In a previous post I said I would try to replicate an experiment from the UsefulChem open Wiki notebook within our blog system to see how it might look. This post is to record what I am doing as I do it. Thus this is the lab book I am using to record the process and decisions I have taken in using a lab book. The pages in the notebook can be found at;

http://chemtools.chem.soton.ac.uk/projects/blog/blogs.php/blog_id/15/

I have chosen to use Exp098 as this involved several different stages and modifications to the wiki page over many weeks. My aim is to try and record this in the way we would. This will involve some changes to the text and the process but I will try to re-use the original text as far as is possible. In the spirit of open notebook science I will make this visible as I go but as this may take me a while (days to a week or two) to finish this page is likely to be unstable and you may wish to come back to it. Ironically I am therefore using this notebook more in the way that Jean-Claude’s group use the Wiki than the way we use the blog.

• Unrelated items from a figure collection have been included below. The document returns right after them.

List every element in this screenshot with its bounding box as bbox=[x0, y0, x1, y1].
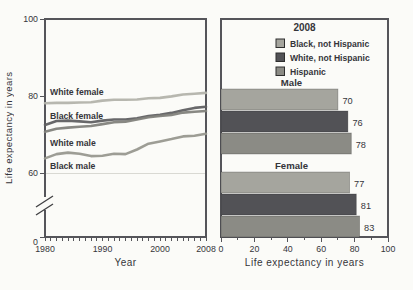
bar-female-white-not-hispanic bbox=[221, 194, 356, 215]
left-chart-x-axis-label: Year bbox=[45, 257, 206, 268]
charts-canvas: 060801001980199020002008White femaleBlac… bbox=[0, 0, 413, 290]
x-tick-label: 2000 bbox=[150, 244, 170, 254]
bar-group-label: Female bbox=[275, 160, 308, 171]
x-tick-label: 2008 bbox=[196, 244, 216, 254]
series-label: White female bbox=[50, 87, 104, 97]
y-tick-label: 100 bbox=[23, 14, 38, 24]
x-tick-label: 80 bbox=[350, 244, 360, 254]
bar-value-label: 78 bbox=[356, 140, 366, 150]
figure-life-expectancy: Life expectancy in years 060801001980199… bbox=[0, 0, 413, 290]
x-tick-label: 60 bbox=[316, 244, 326, 254]
legend-swatch bbox=[276, 53, 285, 62]
legend-swatch bbox=[276, 39, 285, 48]
series-label: Black male bbox=[50, 161, 96, 171]
y-tick-label: 80 bbox=[28, 91, 38, 101]
x-tick-label: 0 bbox=[219, 244, 224, 254]
bar-group-label: Male bbox=[281, 77, 302, 88]
bar-value-label: 70 bbox=[342, 96, 352, 106]
bar-value-label: 77 bbox=[354, 179, 364, 189]
x-tick-label: 40 bbox=[283, 244, 293, 254]
series-label: White male bbox=[50, 138, 96, 148]
x-tick-label: 1980 bbox=[35, 244, 55, 254]
bar-male-black-not-hispanic bbox=[221, 89, 338, 110]
bar-value-label: 83 bbox=[364, 223, 374, 233]
x-tick-label: 100 bbox=[381, 244, 396, 254]
bar-value-label: 81 bbox=[361, 201, 371, 211]
x-tick-label: 1990 bbox=[93, 244, 113, 254]
bar-female-black-not-hispanic bbox=[221, 172, 350, 193]
legend-label: Hispanic bbox=[290, 67, 326, 77]
bar-male-white-not-hispanic bbox=[221, 111, 348, 132]
bar-male-hispanic bbox=[221, 133, 351, 154]
bar-chart-title: 2008 bbox=[293, 22, 316, 33]
legend-label: Black, not Hispanic bbox=[290, 39, 369, 49]
bar-value-label: 76 bbox=[352, 118, 362, 128]
legend-label: White, not Hispanic bbox=[290, 53, 370, 63]
x-tick-label: 20 bbox=[250, 244, 260, 254]
legend-swatch bbox=[276, 67, 285, 76]
bar-female-hispanic bbox=[221, 216, 360, 237]
series-label: Black female bbox=[50, 111, 103, 121]
y-tick-label: 60 bbox=[28, 168, 38, 178]
left-chart-y-axis-label: Life expectancy in years bbox=[1, 19, 15, 237]
right-chart-x-axis-label: Life expectancy in years bbox=[219, 257, 390, 268]
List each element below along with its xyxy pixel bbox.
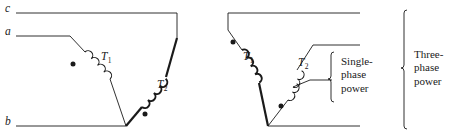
- transformer-label-t2-right: T2: [298, 56, 308, 69]
- single-phase-bracket: [328, 52, 334, 102]
- line-c-conductor: [16, 13, 177, 38]
- terminal-label-c: c: [5, 2, 10, 15]
- line-upper-left-lead-right: [228, 13, 242, 50]
- transformer-connection-figure: c a b T1 T2 T1 T2 Single- phase power Th…: [0, 0, 465, 139]
- transformer-label-t1-left-letter: T: [101, 50, 107, 62]
- polarity-dot-t2-left: [143, 112, 148, 117]
- single-phase-power-line-1: Single-: [341, 55, 373, 68]
- polarity-dot-t2-right: [279, 104, 284, 109]
- line-t2-lower-lead-left: [126, 107, 142, 126]
- single-phase-power-line-3: power: [341, 82, 373, 95]
- line-a-conductor: [16, 36, 85, 52]
- polarity-dot-t1-left: [71, 62, 76, 67]
- polarity-dot-t1-right: [231, 40, 236, 45]
- diagram-left: [16, 13, 177, 126]
- three-phase-bracket: [401, 10, 407, 129]
- single-phase-power-label: Single- phase power: [341, 55, 373, 95]
- transformer-label-t1-left: T1: [101, 50, 111, 63]
- three-phase-power-line-2: phase: [414, 61, 443, 74]
- line-t1-lower-lead-right: [259, 83, 268, 126]
- terminal-label-a: a: [5, 25, 11, 38]
- figure-canvas: [0, 0, 465, 139]
- single-phase-power-line-2: phase: [341, 68, 373, 81]
- transformer-label-t1-right-letter: T: [243, 50, 249, 62]
- line-t2-lower-lead-right: [268, 100, 288, 126]
- line-t2-upper-lead-left: [166, 38, 177, 77]
- terminal-label-b: b: [5, 115, 11, 128]
- transformer-label-t1-left-subscript: 1: [108, 56, 112, 65]
- transformer-label-t2-right-letter: T: [298, 56, 304, 68]
- line-t1-lower-lead-left: [110, 79, 126, 126]
- transformer-label-t2-right-subscript: 2: [305, 62, 309, 71]
- transformer-label-t1-right-subscript: 1: [250, 56, 254, 65]
- transformer-label-t2-left: T2: [157, 78, 167, 91]
- transformer-label-t2-left-letter: T: [157, 78, 163, 90]
- three-phase-power-line-3: power: [414, 75, 443, 88]
- three-phase-power-line-1: Three-: [414, 48, 443, 61]
- transformer-label-t1-right: T1: [243, 50, 253, 63]
- transformer-label-t2-left-subscript: 2: [164, 84, 168, 93]
- three-phase-power-label: Three- phase power: [414, 48, 443, 88]
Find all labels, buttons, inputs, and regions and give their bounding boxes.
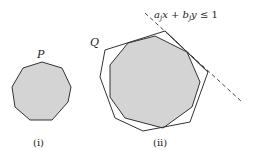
figure-canvas: P (i) Q (ii) ajx + bjy ≤ 1: [0, 0, 254, 157]
caption-ii: (ii): [153, 137, 167, 148]
caption-i: (i): [33, 137, 44, 148]
diagram-svg: P (i) Q (ii) ajx + bjy ≤ 1: [0, 0, 254, 157]
label-p: P: [36, 48, 45, 61]
polygon-inner-shaded: [110, 36, 200, 128]
polygon-p: [12, 62, 71, 120]
label-q: Q: [90, 36, 99, 49]
constraint-label: ajx + bjy ≤ 1: [154, 9, 218, 22]
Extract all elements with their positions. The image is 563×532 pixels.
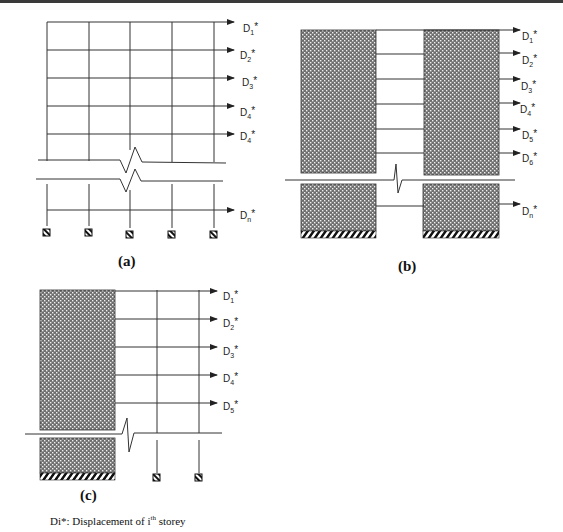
disp-label: D4* <box>223 371 238 386</box>
disp-label: D4* <box>240 105 255 120</box>
disp-label: Dn* <box>522 204 537 219</box>
panel-c-wall-frame <box>25 290 222 481</box>
disp-label: Dn* <box>240 208 255 223</box>
figure-caption: Di*: Displacement of ith storey <box>50 514 186 527</box>
fixed-support-icon <box>168 231 175 238</box>
disp-label: D5* <box>522 128 537 143</box>
break-line-upper <box>38 147 226 173</box>
panel-b-coupled-walls <box>285 30 520 238</box>
disp-label: D5* <box>223 399 238 414</box>
shear-wall-left <box>301 30 376 173</box>
fixed-support-icon <box>195 474 202 481</box>
disp-label: D4* <box>240 129 255 144</box>
caption-text: Di*: Displacement of i <box>50 515 151 527</box>
disp-label: D1* <box>223 289 238 304</box>
disp-label: D2* <box>223 316 238 331</box>
panel-label-a: (a) <box>118 253 136 270</box>
panel-a-labels: D1* D2* D3* D4* D4* Dn* (a) <box>118 21 258 270</box>
fixed-base-hatch <box>301 231 376 238</box>
shear-wall-right <box>424 30 499 175</box>
fixed-support-icon <box>126 231 133 238</box>
shear-wall-right-base <box>423 184 499 231</box>
disp-label: D2* <box>240 48 255 63</box>
break-line-lower <box>36 169 223 192</box>
disp-label: D1* <box>522 29 537 44</box>
disp-label: D3* <box>223 344 238 359</box>
caption-suffix: storey <box>156 515 186 527</box>
shear-wall-left-base <box>301 184 376 231</box>
panel-label-b: (b) <box>398 258 416 275</box>
fixed-support-icon <box>210 231 217 238</box>
disp-label: D6* <box>522 151 537 166</box>
disp-label: D2* <box>522 53 537 68</box>
shear-wall-base <box>40 438 115 473</box>
disp-label: D4* <box>520 102 535 117</box>
disp-label: D1* <box>243 21 258 36</box>
fixed-base-hatch <box>423 231 499 238</box>
fixed-support-icon <box>153 474 160 481</box>
panel-label-c: (c) <box>80 487 97 504</box>
disp-label: D3* <box>521 79 536 94</box>
panel-a-bare-frame <box>36 22 234 228</box>
fixed-base-hatch <box>40 473 115 480</box>
shear-wall <box>40 290 115 430</box>
disp-label: D3* <box>242 75 257 90</box>
fixed-support-icon <box>85 229 92 236</box>
fixed-support-icon <box>43 229 50 236</box>
structural-diagram: D1* D2* D3* D4* D4* Dn* (a) <box>0 0 563 532</box>
panel-a-supports <box>43 229 217 238</box>
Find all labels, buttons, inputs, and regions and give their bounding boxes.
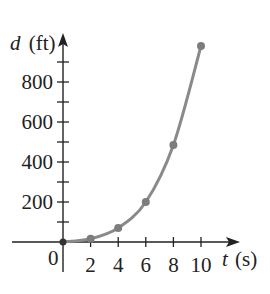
x-tick-label: 10 [191,253,212,277]
y-axis-label: d (ft) [10,31,56,55]
x-tick-label: 2 [85,253,96,277]
data-point [114,224,122,232]
data-point [60,239,67,246]
chart-canvas: 246810 200400600800 0 t (s) d (ft) [0,0,270,294]
y-tick-label: 400 [22,150,54,174]
y-tick-label: 600 [22,110,54,134]
data-curve [63,46,201,242]
data-markers [60,42,206,246]
data-point [87,235,95,243]
data-point [197,42,205,50]
y-tick-label: 200 [22,190,54,214]
data-point [142,198,150,206]
x-tick-label: 6 [141,253,152,277]
origin-label: 0 [48,246,59,270]
x-axis-label: t (s) [222,247,257,271]
y-tick-labels: 200400600800 [22,70,54,214]
y-tick-label: 800 [22,70,54,94]
y-axis-variable: d [10,31,21,55]
x-tick-label: 4 [113,253,124,277]
y-axis-unit: (ft) [29,31,56,55]
x-axis-variable: t [222,247,229,271]
data-point [169,141,177,149]
x-tick-labels: 246810 [85,253,211,277]
x-axis-unit: (s) [235,247,257,271]
x-tick-label: 8 [168,253,179,277]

  1. 13/09 16:58 UTC I have added two initial posts. In the first I have created a product from the previous notional reaction. Exp098 is a study on the stability of a previously generated compound, utilising a specific instance of that compound described in a previous experiment (Exp064). The second post is the initial description of the protocol. This is cut and pasted from the very first version of Exp098 and represents the experimental plan that I would put into the blog before going into the lab.
  2. In Exp098 the process is split into two phases, first a series of reagents are mixed and the reaction is monitored by NMR. After completion the reaction was neutralised and then extracted into organic solvent and dried before further analysis. Because analysis has been carried out on two different ‘samples’ I am therefore going to split the post up in what might appear to be a slightly odd way to an organic chemist. The first stage will generate one product, which will then be subject to analyses (further procedures). The first product will then be subjected to a second procedure (neutralization and drying) to generate a further product (the ‘real’ product) which will be subjected to further analysis.
  3. 13/09 17:20 UTC I have added the first procedure and product post. I now need to make a decision about whether I set up one post with all the NMR analysis from the time course in it or multiple analyses, one for each time point (I can do this with a template) with the data for each in that. Or I could set it up with one procedure post containing all the NMR descriptors but a separate product for each that contains the actual spectrum. I think the latter may be the best. This provides a way of scraping metadata for each of the spectra. It also means that the data can be added slightly later without directly editing the procedure post. I will create a new section for ‘Analysis’ to distinguish it from procedure.
  4. 17/09 13:06 UTC: I have now added all the NMR data for the time course. This was a laborious process obviously but it does meant that it is reasonably clear what goes where. For the separate HOMODEC experiment I didn’t bother putting the data in separately as this is obvious which goes with which. I haven’t as yet put in the NMR data for the starting material 064C which ought really to have been there first.